The year’s move of Israel from the US military’s European to its Central Command (CENTCOM) that covers the Middle East facilitates coordination between regional militaries. In a first, Israel this year participated in a US-led naval exercise alongside Saudi Arabia, Oman, Comoros, Djibouti, Somalia, Yemen, and Pakistan, countries with which it has no diplomatic relations, as well as the UAE and Bahrain.

In March, top military officers from Israel, Saudi Arabia, Qatar, Jordan, and Egypt met in the Egyptian resort town of Sharm el-Sheikh to discuss the contours of potential military cooperation.

Similarly, the US, the UAE, Bahrain, and Saudi Arabia are attempting to create a regional air defense alliance. In June, Israeli Defense Minister Benny Gantz claimed the partnership had already thwarted Iranian attacks.

Similarly, the United States, Saudi Arabia, and Israel are working on a fleet of naval drones to monitor Gulf waters and ward off Iranian threats.

Furthermore, CENTCOM plans to open a testing facility in Saudi Arabia to develop and assess integrated air and missile defense capabilities.

Scholar Dalia Dassa Kaye argues that focusing on confidence-building aspects of cooperative security involving a dialogue that aims to find common ground to prevent or mitigate conflict rather than collective security that seeks to counter a specific threat is one way of breaking the Middle East’s vicious circle.

The Association of Southeast Asian Nations’ (ASEAN) patchwork of security structures, alliances between external powers and individual association members, and inclusive regional forums demonstrate that the two security approaches are not mutually exclusive.

The ASEAN model also suggests that, at least initially, a less centralized and institutionalized approach may be the best way to kickstart moves towards regional cooperative security in the Middle East.

Negotiating an agreement on principles guiding regional conduct on the back of exchanges between scholars, experts, and analysts, as well as informal, unofficial encounters of officials, could be a first step.

To be sure, Iran’s refusal to recognize Israel and its perceived goal of destroying the Jewish state likely constitutes the foremost obstacle to initiating an inclusive, cooperative security process.

The carrot for Iran will have to be credible assurances that the United States, Saudi Arabia, and Israel will not pursue regime change in Tehran and recognize that Iran’s security concerns are as legitimate as those of others in the region. However, even that could prove to be a tall order, particularly if the negotiations to revive the nuclear accord fail.

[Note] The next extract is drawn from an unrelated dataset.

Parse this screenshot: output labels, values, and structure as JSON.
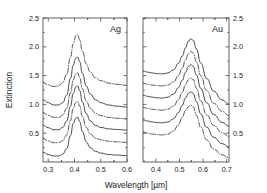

Nevertheless, that may be the only realistic way of putting Iran’s support for militants in various Arab countries, including Lebanon’s Hezbollah Shiite militia, various pro-Iranian paramilitary groups in Iraq, and Houthi rebels in Yemen, as well as the Islamic republic’s ballistic missiles program – the two major concerns of Israel and the Gulf states — on an agenda to which Iran is a participating party.

Ms. Kaye argues that “despite these serious obstacles, it is important to present a vision and pathway for an inclusive, cooperative process when a political opening emerges, or when a crisis erupts of such severe magnitude that even bitter adversaries may consider options that were previously unthinkable.”

Dr. James M. Dorsey
Dr. James M. Dorsey
Dr. James M. Dorsey is a senior fellow at the S. Rajaratnam School of International Studies, co-director of the University of Würzburg’s Institute for Fan Culture, and the author of The Turbulent World of Middle East Soccer blog, a book with the same title, Comparative Political Transitions between Southeast Asia and the Middle East and North Africa, co-authored with Dr. Teresita Cruz-Del Rosario and three forthcoming books, Shifting Sands, Essays on Sports and Politics in the Middle East and North Africaas well as Creating Frankenstein: The Saudi Export of Ultra-conservatism and China and the Middle East: Venturing into the Maelstrom.